Somalia may not be the haven al Qaeda hoped it would become a year and a half ago before we supported an Ethiopian drive to unseat the Islamic Courts Movement, but al Qaeda still exists there. Now they're short one leader and a few others:
Islamist leader Aden Hashi Ayro, believed to be the head of al-Qaida in Somalia, was killed when the airstrike struck his house in the central Somali town of Dusamareeb, about 300 miles north of Mogadishu, said Sheik Muqtar Robow, a spokesman for the Islamic al-Shabab militia.
Another commander and seven others were also killed, Robow said. Six more people were wounded, two of whom later died, said resident Abdullahi Nor.
"Our brother martyr Aden Hashi, has received what he was looking for — death for the sake of Allah — at the hands of the United States," Robow told The Associated Press by phone.
Capt. Jamie Graybeal, a spokesman for U.S. Central Command, confirmed there was a U.S. airstrike early Thursday in the vicinity of Dusamareeb. Another U.S. military spokesman, Bob Prucha, said the attack was against a "known al-Qaida target and militia leader in Somalia." Both declined to provide further details.
And in the Philippines, an al Qaeda leader was wounded:
A top al-Qaida-linked militant long hunted by U.S. and Filipino troops was wounded during a military attack on a rebel encampment in the southern Philippines, a military spokesman said Thursday.
Around the world, usually quietly, our forces help local security forces battle al Qaeda and jihadi groups.
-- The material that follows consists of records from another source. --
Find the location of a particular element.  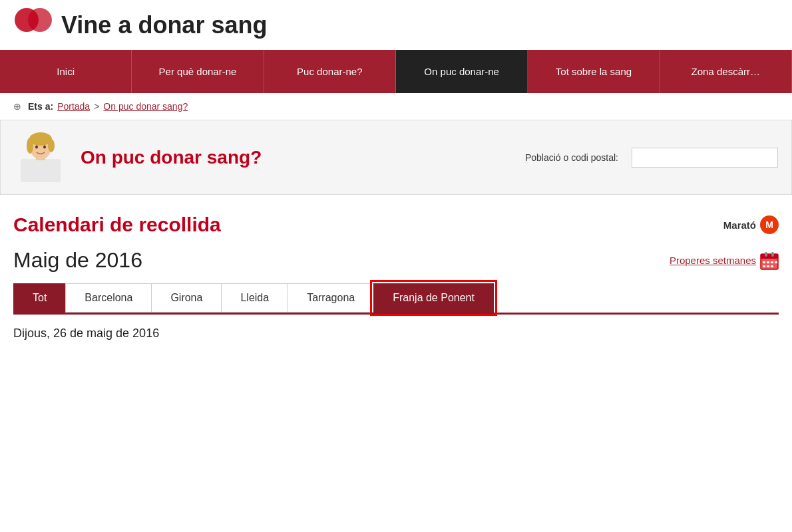

main-nav: Inici Per què donar-ne Puc donar-ne? On … is located at coordinates (396, 72).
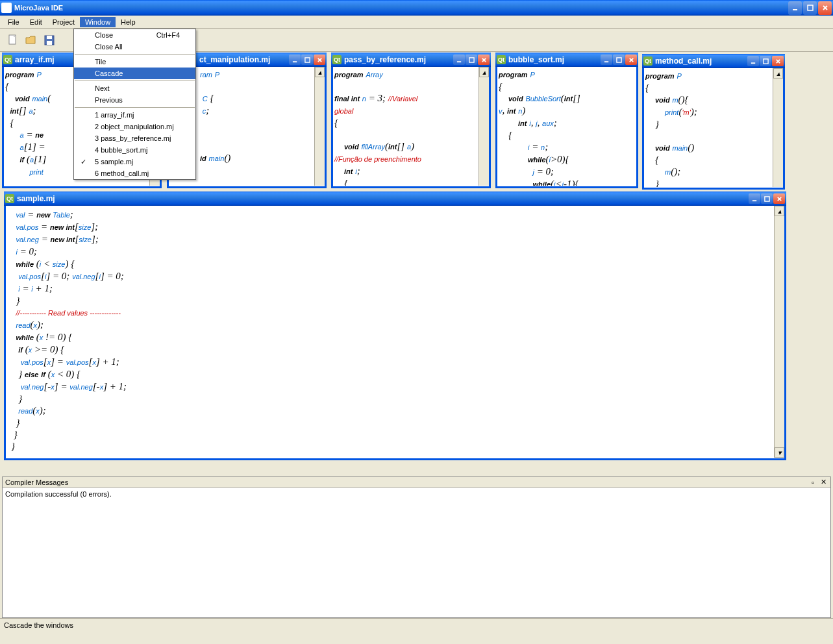 This screenshot has height=644, width=833. I want to click on dropdown-tile: Tile, so click(135, 62).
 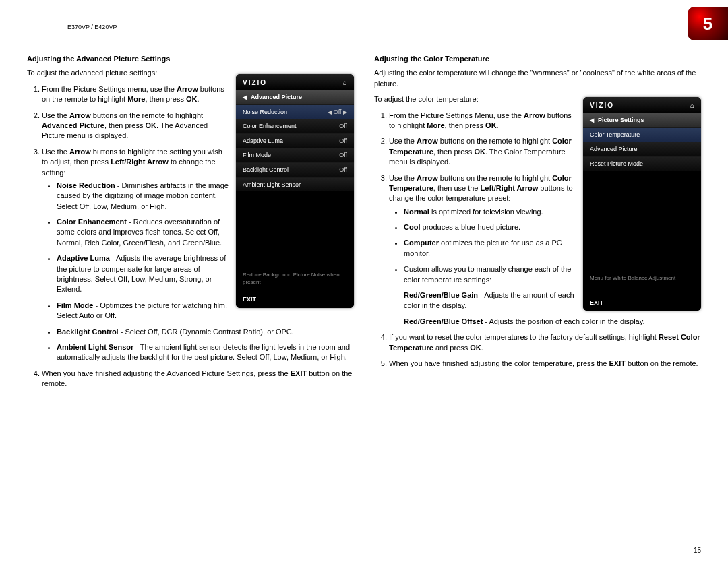 What do you see at coordinates (295, 141) in the screenshot?
I see `menu-row: Adaptive Luma Off` at bounding box center [295, 141].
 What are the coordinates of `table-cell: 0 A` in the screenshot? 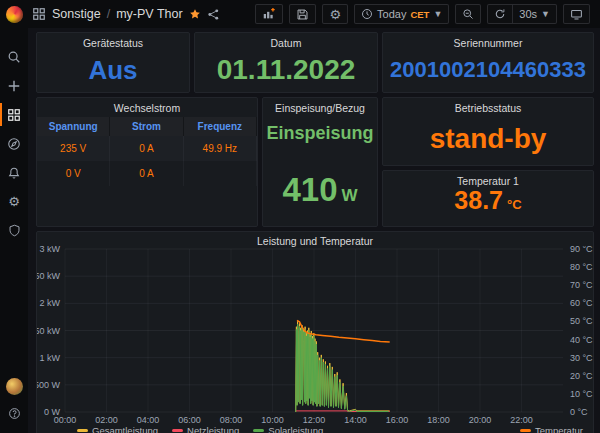 It's located at (146, 148).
Ideally, we can atomize these groups enough so that local friendly forces can keep them on the run so that they never rise to the level of threat that requires the highly kinetic efforts that we see in Iraq and Afghanistan.
And if we can make sure the ideology of jihad is discredited in the Moslem world, these atomized and on-the-run bands will dwindle over time and disappear.